Sunday, March 14, 2021

You Must Wait for Me (1 Nisan 5781) Fourth Sunday of Lent March 14, 2020

 Edited March 16, 2021

I was thinking and praying about God’s signs and wonders among all peoples, nations, tongues, and tribes.  I hear a still small voice, “you must wait for me.”  I later hear the simple word “wedding.”  I searched out the saying, “you must wait for me” and found it in Hosea 3:3 (Douay-Rheims Bible; see also NJB).  The Hebrew text has the verb יָשַׁב (yāšab), meaning “sit, remain, dwell” (TWOT 411).  The NRSV has the following:

The Lord said to me again, “Go, love a woman who has a lover and is an adulteress, just as the Lord loves the people of Israel, though they turn to other gods and love raisin cakes.” So I bought her for fifteen shekels of silver and a homer of barley and a measure of wine.  And I said to her, “You must remain as mine for many days; you shall not play the whore, you shall not have intercourse with a man, nor I with you.”  For the Israelites shall remain many days without king or prince, without sacrifice or pillar, without ephod or teraphim.  Afterward the Israelites shall return and seek the Lord their God, and David their king; they shall come in awe to the Lord and to his goodness in the latter days (Hos 3:1-5).

I see parallels between what is above and Habakkuk.

        O Lord, I have heard of your renown,

and I stand in awe, O Lord, of your work.

   In our own time revive it;

in our own time make it known;

in wrath may you remember mercy (3:2). 

Finally, I recall the prayer to God of Pope John XXIII in 1962 that began, “Renew Your wonders in this our day, as by a new Pentecost….” 

It seems then that there are two important dimensions: 1) the individual who seeks, watches, and prays for God’s renewal/revival; 2) the Almighty God who brings it about in his timing.    



Olive trees in the Garden of Gethsemane 

What looks like a heart sitting within a heart among the olive trees east of the Temple Mount/Harm al-Sharif in Jerusalem, Israel.  



1 comment:

  1. The entire prayer of Pope John XXIII is as follows: “Renew Your wonders in this our day, as by a new Pentecost. Grant to Your Church that, being of one mind and steadfast in prayer with Mary, the Mother of Jesus, and following the lead of blessed Peter, it may advance the reign of our Divine Savior, the reign of truth and justice, the reign of love and peace. Amen.”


* [What you will do]: Return each record word for word, keeping none of its pictures.

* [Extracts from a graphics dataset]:
= = = = = = =
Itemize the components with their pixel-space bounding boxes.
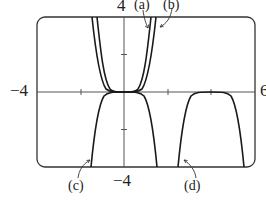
curve-label-a: (a) xyxy=(134,0,150,13)
y-min-label: −4 xyxy=(113,171,131,191)
x-min-label: −4 xyxy=(10,81,28,101)
curve-label-d: (d) xyxy=(184,178,200,194)
x-max-label: 6 xyxy=(260,81,266,101)
curve-d xyxy=(178,92,244,167)
curve-label-c: (c) xyxy=(68,178,84,194)
y-max-label: 4 xyxy=(117,0,126,16)
graph xyxy=(0,0,266,211)
curve-label-b: (b) xyxy=(163,0,179,13)
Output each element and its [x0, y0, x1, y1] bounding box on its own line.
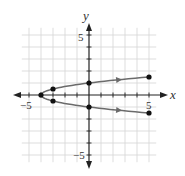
arrow-left-icon	[13, 92, 21, 98]
data-point	[86, 80, 91, 85]
direction-arrow-right-icon	[116, 77, 122, 83]
coordinate-plane: y x −5 5 5 −5	[0, 0, 185, 176]
x-tick-label-5: 5	[146, 99, 152, 111]
data-point	[50, 86, 55, 91]
direction-arrow-left-icon	[116, 107, 122, 113]
data-point	[146, 74, 151, 79]
axes	[13, 23, 168, 169]
y-tick-label-5: 5	[78, 31, 84, 43]
data-point	[146, 110, 151, 115]
y-axis-label: y	[81, 8, 89, 23]
x-tick-label-neg5: −5	[20, 99, 32, 111]
arrow-down-icon	[86, 161, 92, 169]
data-point	[50, 98, 55, 103]
arrow-right-icon	[160, 92, 168, 98]
data-point	[86, 104, 91, 109]
data-point	[38, 92, 43, 97]
arrow-up-icon	[86, 23, 92, 31]
y-tick-label-neg5: −5	[73, 149, 85, 161]
x-axis-label: x	[169, 87, 176, 102]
= = = = = = =
* [Response]:
Itemize the components with their pixel-space bounding boxes.
curve-label-a: (a) xyxy=(134,0,150,13)
y-min-label: −4 xyxy=(113,171,131,191)
x-min-label: −4 xyxy=(10,81,28,101)
curve-label-d: (d) xyxy=(184,178,200,194)
x-max-label: 6 xyxy=(260,81,266,101)
curve-d xyxy=(178,92,244,167)
curve-label-c: (c) xyxy=(68,178,84,194)
y-max-label: 4 xyxy=(117,0,126,16)
graph xyxy=(0,0,266,211)
curve-label-b: (b) xyxy=(163,0,179,13)
Output each element and its [x0, y0, x1, y1] bounding box on its own line.
arrow-left-icon	[13, 92, 21, 98]
data-point	[86, 80, 91, 85]
direction-arrow-right-icon	[116, 77, 122, 83]
coordinate-plane: y x −5 5 5 −5	[0, 0, 185, 176]
x-tick-label-5: 5	[146, 99, 152, 111]
data-point	[50, 86, 55, 91]
direction-arrow-left-icon	[116, 107, 122, 113]
data-point	[146, 74, 151, 79]
axes	[13, 23, 168, 169]
y-tick-label-5: 5	[78, 31, 84, 43]
data-point	[146, 110, 151, 115]
y-axis-label: y	[81, 8, 89, 23]
x-tick-label-neg5: −5	[20, 99, 32, 111]
arrow-down-icon	[86, 161, 92, 169]
data-point	[50, 98, 55, 103]
arrow-right-icon	[160, 92, 168, 98]
data-point	[86, 104, 91, 109]
data-point	[38, 92, 43, 97]
arrow-up-icon	[86, 23, 92, 31]
y-tick-label-neg5: −5	[73, 149, 85, 161]
x-axis-label: x	[169, 87, 176, 102]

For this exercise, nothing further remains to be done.